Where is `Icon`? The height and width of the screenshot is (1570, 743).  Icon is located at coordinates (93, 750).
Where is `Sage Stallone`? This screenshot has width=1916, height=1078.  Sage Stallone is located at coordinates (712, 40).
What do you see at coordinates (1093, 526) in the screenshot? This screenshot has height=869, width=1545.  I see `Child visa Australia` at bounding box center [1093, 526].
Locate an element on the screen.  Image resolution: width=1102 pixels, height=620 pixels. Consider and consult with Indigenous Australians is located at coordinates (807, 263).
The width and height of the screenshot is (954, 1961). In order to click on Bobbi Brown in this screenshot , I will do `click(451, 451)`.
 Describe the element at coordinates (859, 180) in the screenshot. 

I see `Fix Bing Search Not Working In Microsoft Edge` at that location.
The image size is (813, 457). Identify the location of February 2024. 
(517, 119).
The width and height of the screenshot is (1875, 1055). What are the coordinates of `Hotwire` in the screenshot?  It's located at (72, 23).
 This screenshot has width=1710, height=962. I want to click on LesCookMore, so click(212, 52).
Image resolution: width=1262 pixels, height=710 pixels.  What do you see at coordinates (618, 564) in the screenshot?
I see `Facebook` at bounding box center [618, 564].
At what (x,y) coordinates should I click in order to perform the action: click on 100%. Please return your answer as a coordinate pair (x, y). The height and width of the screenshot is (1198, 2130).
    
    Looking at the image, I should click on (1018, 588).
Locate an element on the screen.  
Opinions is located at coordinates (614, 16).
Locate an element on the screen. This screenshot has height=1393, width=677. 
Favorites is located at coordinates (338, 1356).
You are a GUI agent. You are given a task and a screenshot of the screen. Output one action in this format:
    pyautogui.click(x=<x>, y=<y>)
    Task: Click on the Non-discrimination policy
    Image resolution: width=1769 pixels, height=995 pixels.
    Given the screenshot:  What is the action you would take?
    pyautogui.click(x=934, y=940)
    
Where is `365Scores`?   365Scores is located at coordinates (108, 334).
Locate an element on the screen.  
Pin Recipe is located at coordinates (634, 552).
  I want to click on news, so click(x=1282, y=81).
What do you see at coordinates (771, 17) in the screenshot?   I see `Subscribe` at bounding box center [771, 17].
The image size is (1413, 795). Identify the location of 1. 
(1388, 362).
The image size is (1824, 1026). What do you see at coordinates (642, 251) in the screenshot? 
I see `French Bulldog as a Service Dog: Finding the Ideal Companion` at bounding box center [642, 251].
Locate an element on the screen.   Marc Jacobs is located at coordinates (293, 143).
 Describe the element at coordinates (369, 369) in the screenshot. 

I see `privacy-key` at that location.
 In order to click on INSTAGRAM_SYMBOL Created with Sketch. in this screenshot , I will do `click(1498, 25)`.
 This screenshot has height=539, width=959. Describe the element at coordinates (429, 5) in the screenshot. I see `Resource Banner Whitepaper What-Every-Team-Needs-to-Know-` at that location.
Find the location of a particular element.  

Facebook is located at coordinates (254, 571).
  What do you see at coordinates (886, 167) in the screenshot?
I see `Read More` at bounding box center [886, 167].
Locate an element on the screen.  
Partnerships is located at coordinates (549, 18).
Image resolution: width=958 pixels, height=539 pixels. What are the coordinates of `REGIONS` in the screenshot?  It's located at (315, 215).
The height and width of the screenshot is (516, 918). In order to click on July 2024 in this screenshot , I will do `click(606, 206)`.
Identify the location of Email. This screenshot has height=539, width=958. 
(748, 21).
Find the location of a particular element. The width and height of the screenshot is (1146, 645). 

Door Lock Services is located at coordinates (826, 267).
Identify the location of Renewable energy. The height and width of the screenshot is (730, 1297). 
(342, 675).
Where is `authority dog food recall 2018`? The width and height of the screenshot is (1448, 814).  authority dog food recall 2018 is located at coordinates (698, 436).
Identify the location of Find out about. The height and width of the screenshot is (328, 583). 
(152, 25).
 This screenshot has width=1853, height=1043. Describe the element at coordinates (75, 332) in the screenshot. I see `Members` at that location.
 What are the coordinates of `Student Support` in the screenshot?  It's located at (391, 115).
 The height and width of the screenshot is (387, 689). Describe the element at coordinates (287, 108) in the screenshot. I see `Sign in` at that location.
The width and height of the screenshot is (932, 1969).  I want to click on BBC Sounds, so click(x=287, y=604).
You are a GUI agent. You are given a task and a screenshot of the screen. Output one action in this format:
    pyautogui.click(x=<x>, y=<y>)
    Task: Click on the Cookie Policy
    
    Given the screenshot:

> [TASK GOAL]
Could you please print the entire listing exactly?

> [SOLVED PROBLEM]
Where is `Icon`? The height and width of the screenshot is (1570, 743).  Icon is located at coordinates (93, 750).
Where is `Sage Stallone`? This screenshot has width=1916, height=1078.  Sage Stallone is located at coordinates (712, 40).
What do you see at coordinates (1093, 526) in the screenshot? This screenshot has height=869, width=1545.  I see `Child visa Australia` at bounding box center [1093, 526].
Locate an element on the screen.  Image resolution: width=1102 pixels, height=620 pixels. Consider and consult with Indigenous Australians is located at coordinates (807, 263).
The width and height of the screenshot is (954, 1961). In order to click on Bobbi Brown in this screenshot , I will do `click(451, 451)`.
 Describe the element at coordinates (859, 180) in the screenshot. 

I see `Fix Bing Search Not Working In Microsoft Edge` at that location.
The image size is (813, 457). Identify the location of February 2024. 
(517, 119).
The width and height of the screenshot is (1875, 1055). What are the coordinates of `Hotwire` in the screenshot?  It's located at (72, 23).
 This screenshot has width=1710, height=962. I want to click on LesCookMore, so click(212, 52).
Image resolution: width=1262 pixels, height=710 pixels.  What do you see at coordinates (618, 564) in the screenshot?
I see `Facebook` at bounding box center [618, 564].
At what (x,y) coordinates should I click in order to perform the action: click on 100%. Please return your answer as a coordinate pair (x, y). The height and width of the screenshot is (1198, 2130).
    
    Looking at the image, I should click on (1018, 588).
Locate an element on the screen.  
Opinions is located at coordinates (614, 16).
Locate an element on the screen. This screenshot has height=1393, width=677. 
Favorites is located at coordinates (338, 1356).
You are a GUI agent. You are given a task and a screenshot of the screen. Output one action in this format:
    pyautogui.click(x=<x>, y=<y>)
    Task: Click on the Non-discrimination policy
    Image resolution: width=1769 pixels, height=995 pixels.
    Given the screenshot:  What is the action you would take?
    pyautogui.click(x=934, y=940)
    
Where is `365Scores`?   365Scores is located at coordinates (108, 334).
Locate an element on the screen.  
Pin Recipe is located at coordinates (634, 552).
  I want to click on news, so click(x=1282, y=81).
What do you see at coordinates (771, 17) in the screenshot?   I see `Subscribe` at bounding box center [771, 17].
The image size is (1413, 795). Identify the location of 1. 
(1388, 362).
The image size is (1824, 1026). What do you see at coordinates (642, 251) in the screenshot? 
I see `French Bulldog as a Service Dog: Finding the Ideal Companion` at bounding box center [642, 251].
Locate an element on the screen.   Marc Jacobs is located at coordinates (293, 143).
 Describe the element at coordinates (369, 369) in the screenshot. 

I see `privacy-key` at that location.
 In order to click on INSTAGRAM_SYMBOL Created with Sketch. in this screenshot , I will do `click(1498, 25)`.
 This screenshot has height=539, width=959. Describe the element at coordinates (429, 5) in the screenshot. I see `Resource Banner Whitepaper What-Every-Team-Needs-to-Know-` at that location.
Find the location of a particular element.  

Facebook is located at coordinates (254, 571).
  What do you see at coordinates (886, 167) in the screenshot?
I see `Read More` at bounding box center [886, 167].
Locate an element on the screen.  
Partnerships is located at coordinates (549, 18).
Image resolution: width=958 pixels, height=539 pixels. What are the coordinates of `REGIONS` in the screenshot?  It's located at (315, 215).
The height and width of the screenshot is (516, 918). In order to click on July 2024 in this screenshot , I will do `click(606, 206)`.
Identify the location of Email. This screenshot has height=539, width=958. 
(748, 21).
Find the location of a particular element. The width and height of the screenshot is (1146, 645). 

Door Lock Services is located at coordinates (826, 267).
Identify the location of Renewable energy. The height and width of the screenshot is (730, 1297). 
(342, 675).
Where is `authority dog food recall 2018`? The width and height of the screenshot is (1448, 814).  authority dog food recall 2018 is located at coordinates (698, 436).
Identify the location of Find out about. The height and width of the screenshot is (328, 583). 
(152, 25).
 This screenshot has width=1853, height=1043. Describe the element at coordinates (75, 332) in the screenshot. I see `Members` at that location.
 What are the coordinates of `Student Support` in the screenshot?  It's located at (391, 115).
 The height and width of the screenshot is (387, 689). Describe the element at coordinates (287, 108) in the screenshot. I see `Sign in` at that location.
The width and height of the screenshot is (932, 1969).  I want to click on BBC Sounds, so click(x=287, y=604).
You are a GUI agent. You are given a task and a screenshot of the screen. Output one action in this format:
    pyautogui.click(x=<x>, y=<y>)
    Task: Click on the Cookie Policy
    
    Given the screenshot:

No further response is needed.